Daddy snuffed out his cigarette in the ashtray and rolled down the window to take in the vibrant scent of the bayou. He dropped his left arm down the outside of the door, feeling the air push his through his fingers. The cold air stung his face.
This was the right thing to do for us both, he thought.
About a mile head, he recognized old Tobin Parker’s truck heading up the road toward him. As he slowed to greet Tobin, an animal dashed from the swamp and bounced Daddy’s truck.
Both men pulled to the shoulder, stopped, and climbed out.
“What the hell was that?” Tobin asked.
Daddy walked over and peered over the shoulder. A very beautiful, very dead female bobcat rested in a puddle.
“Pretty cat. You want her?” Tobin asked.
“Nah. You want the pelt?”
“Yep. I’ll eat her too. Good meat for the slow pot,” Tobin said.
Daddy chuckled.
Tobin reached down and picked up the dead bobcat by the rear leg.
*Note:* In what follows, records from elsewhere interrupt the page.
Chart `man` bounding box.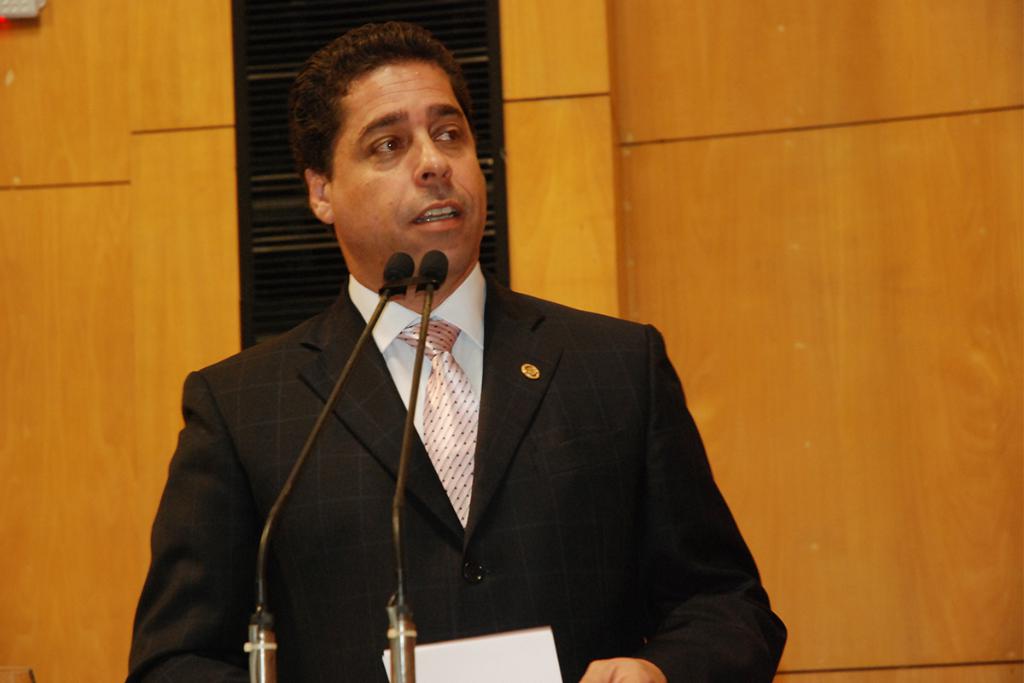
Charted: bbox=[143, 63, 736, 659].
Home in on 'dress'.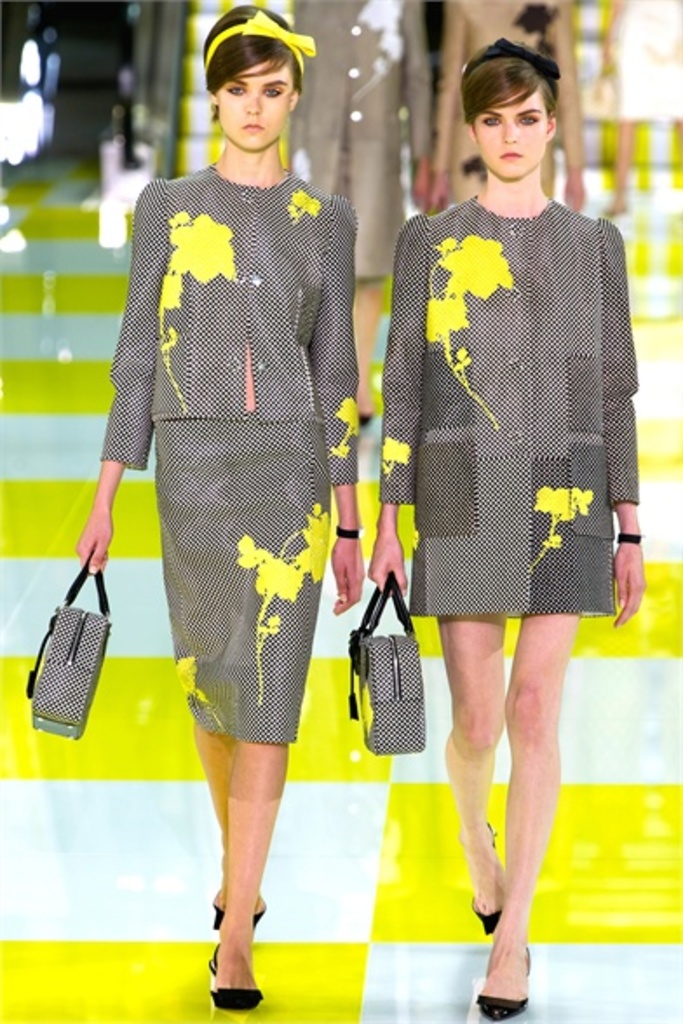
Homed in at select_region(376, 202, 639, 622).
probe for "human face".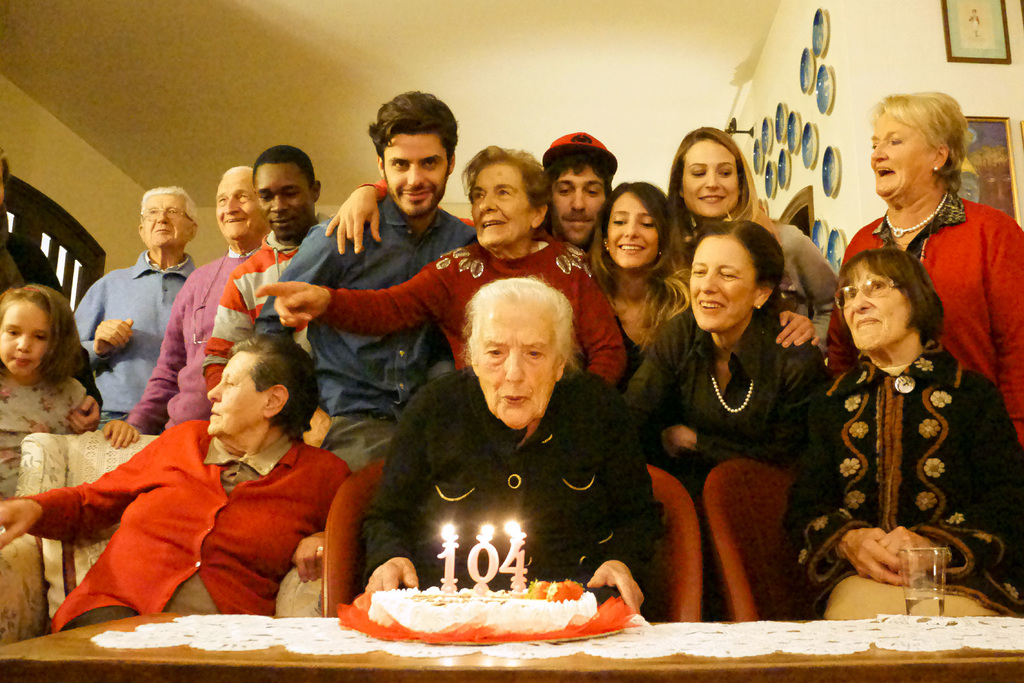
Probe result: bbox=[841, 256, 911, 350].
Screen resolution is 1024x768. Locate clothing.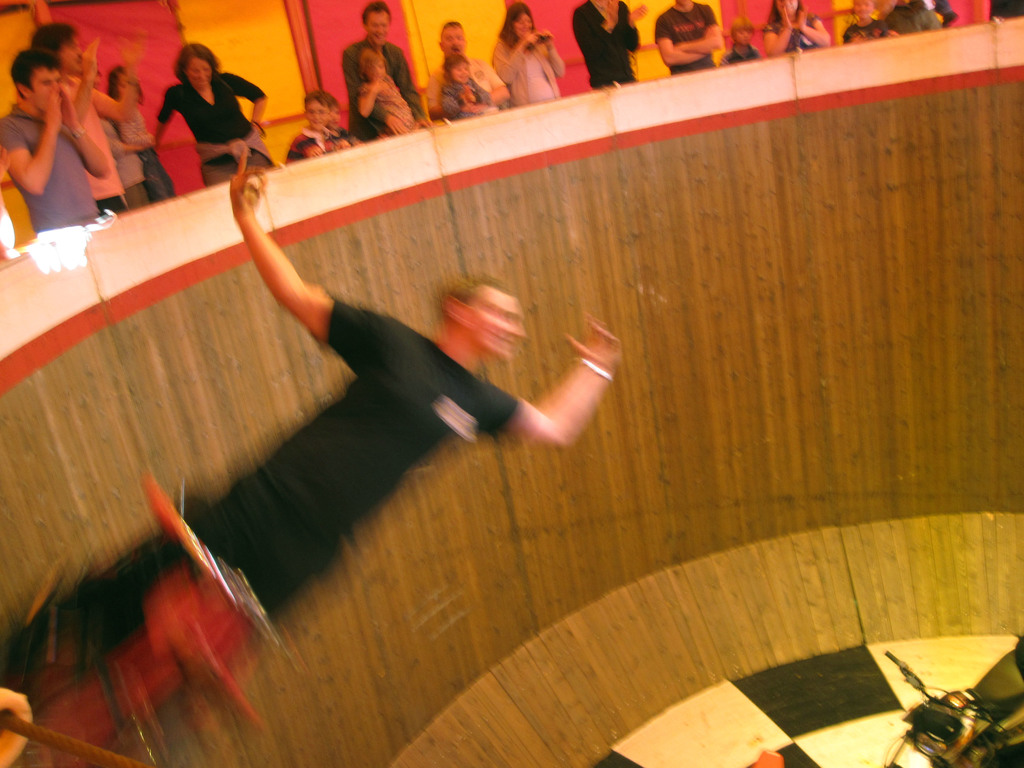
bbox=(157, 67, 269, 187).
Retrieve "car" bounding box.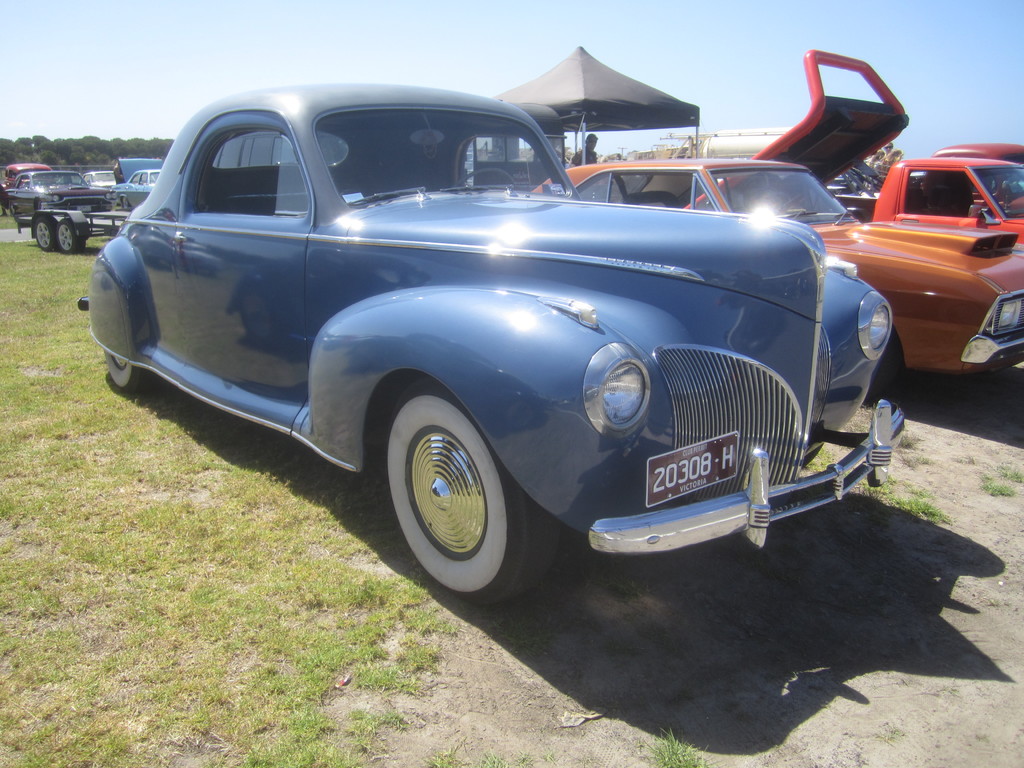
Bounding box: pyautogui.locateOnScreen(117, 156, 164, 213).
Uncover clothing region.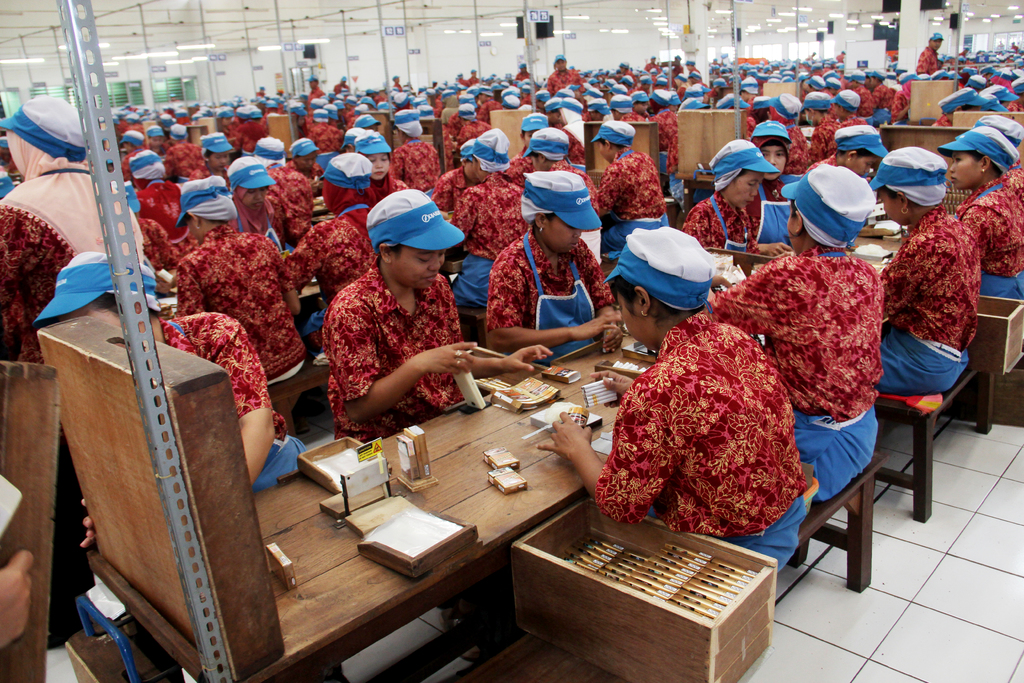
Uncovered: (457, 77, 470, 86).
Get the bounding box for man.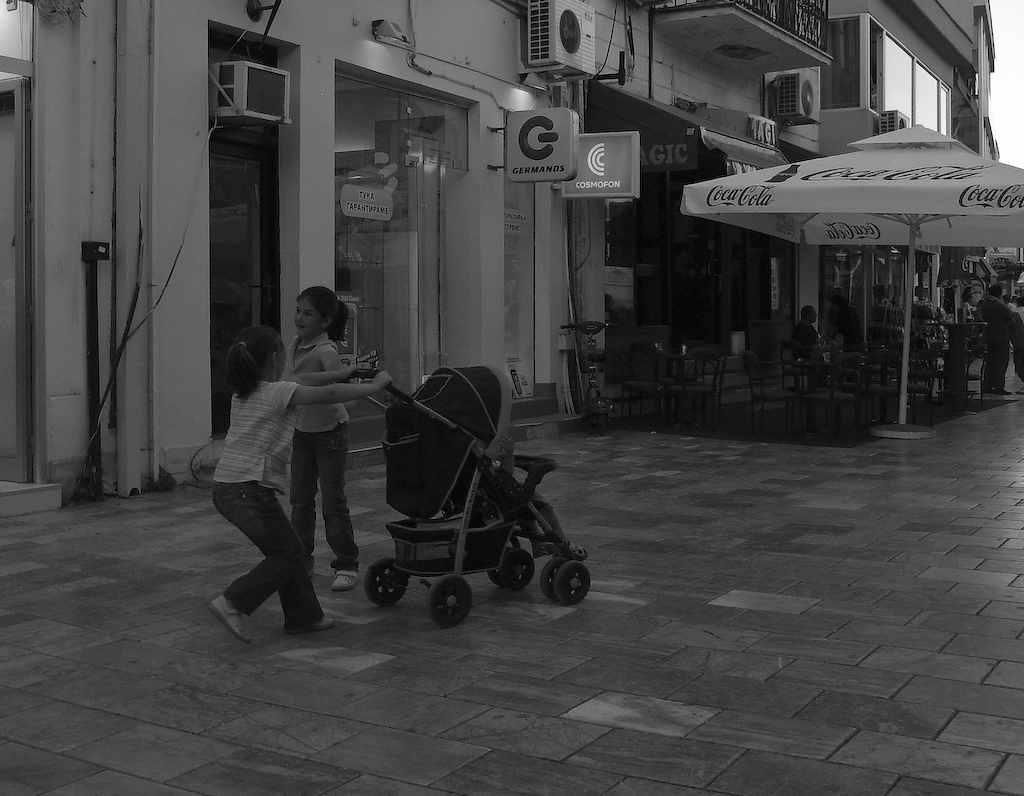
{"left": 792, "top": 306, "right": 829, "bottom": 383}.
“Thanks, Daddy,” Tobin said.
“Tobin, it’s just Earl now. My Daddy days are over.”
His back to Earl, Tobin waved as he walked to his truck, dead bobcat in tow.
Earl climbed back into his truck and lit another cigarette. He turned the CD player on. Patsy crooned Crazy. He eased off the shoulder, slowly making his way home, taking in the bayou in the fading afternoon light, not thinking.
Learn more about JD on our Contributors’ Page.
Looking for more exciting new voices? Check out the Largest List of Independent Publishers to find your next read.
(Photo: Peter Clark/ flickr.com/ CC BY-ND 2.0)
*
Introducing the 2023 Best in Rural Writing Contest. $300 in prizes, as well as great exposure for shortlisted authors. Deadline: September 30th, 2023. For more details go here.
We’re grateful to partner with AcresUSA, who is North America’s oldest publisher on production-scale organic and regenerative farming. AcresUSA regularly organizes events to benefit farmers and ranchers who are actively improving soil health, agronomists breaking new ground in soil and plant science, and livestock managers cultivating holistic systems. Browse their events page to see what they have planned for 2023.